=== Work item ===
Lift out, unaltered, the lines of the material below between the line holding "You are a GUI" and the line holding "The height and width of the screenshot is (487, 980).", counting both.

Start of Material for the task

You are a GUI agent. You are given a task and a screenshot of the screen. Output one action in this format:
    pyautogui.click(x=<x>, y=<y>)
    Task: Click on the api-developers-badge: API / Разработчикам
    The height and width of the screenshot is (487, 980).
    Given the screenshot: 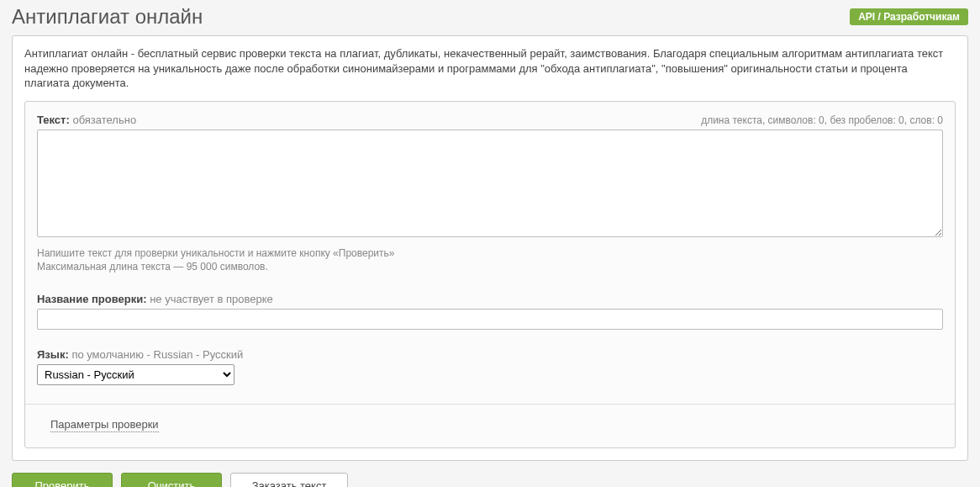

End of Material for the task
Start of Material for the task

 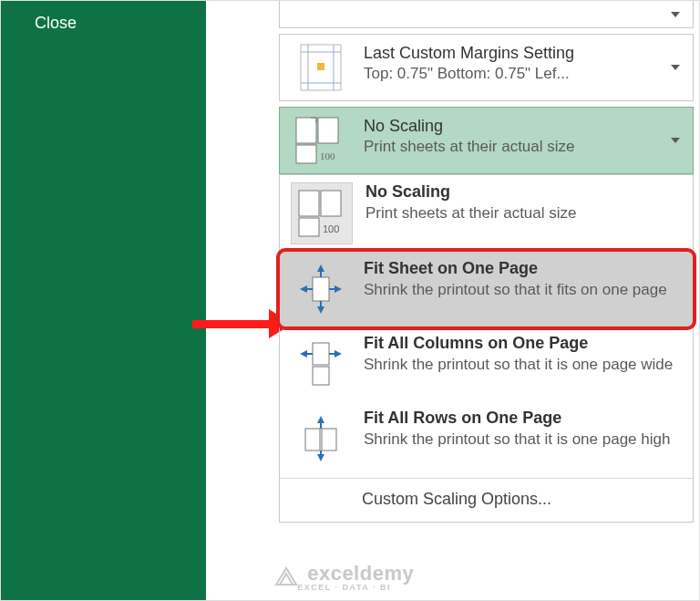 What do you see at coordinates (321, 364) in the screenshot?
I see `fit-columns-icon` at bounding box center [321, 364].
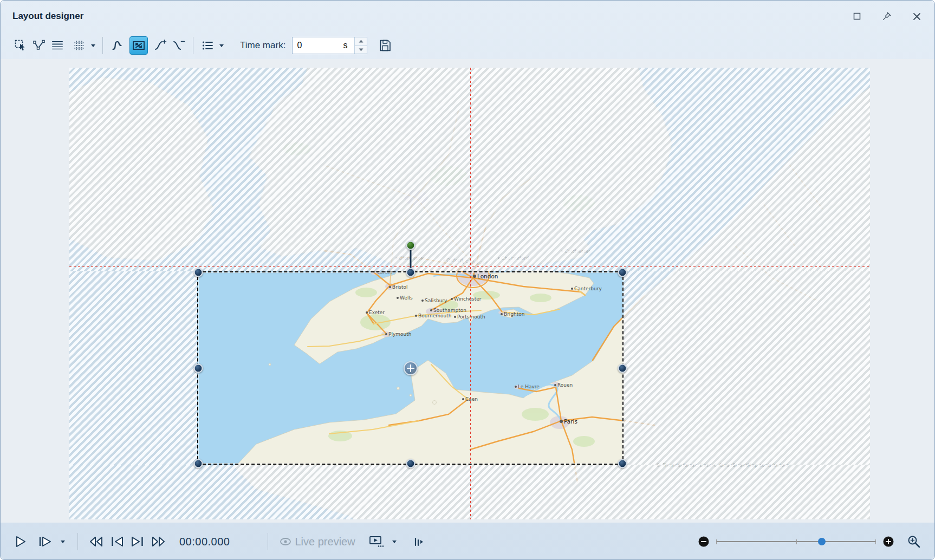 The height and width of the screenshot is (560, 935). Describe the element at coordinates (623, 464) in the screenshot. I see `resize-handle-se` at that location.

End of Material for the task

=== Response box ===
You are a GUI agent. You are given a task and a screenshot of the screen. Output one action in this format:
    pyautogui.click(x=<x>, y=<y>)
    Task: Click on the api-developers-badge: API / Разработчикам
    The height and width of the screenshot is (487, 980).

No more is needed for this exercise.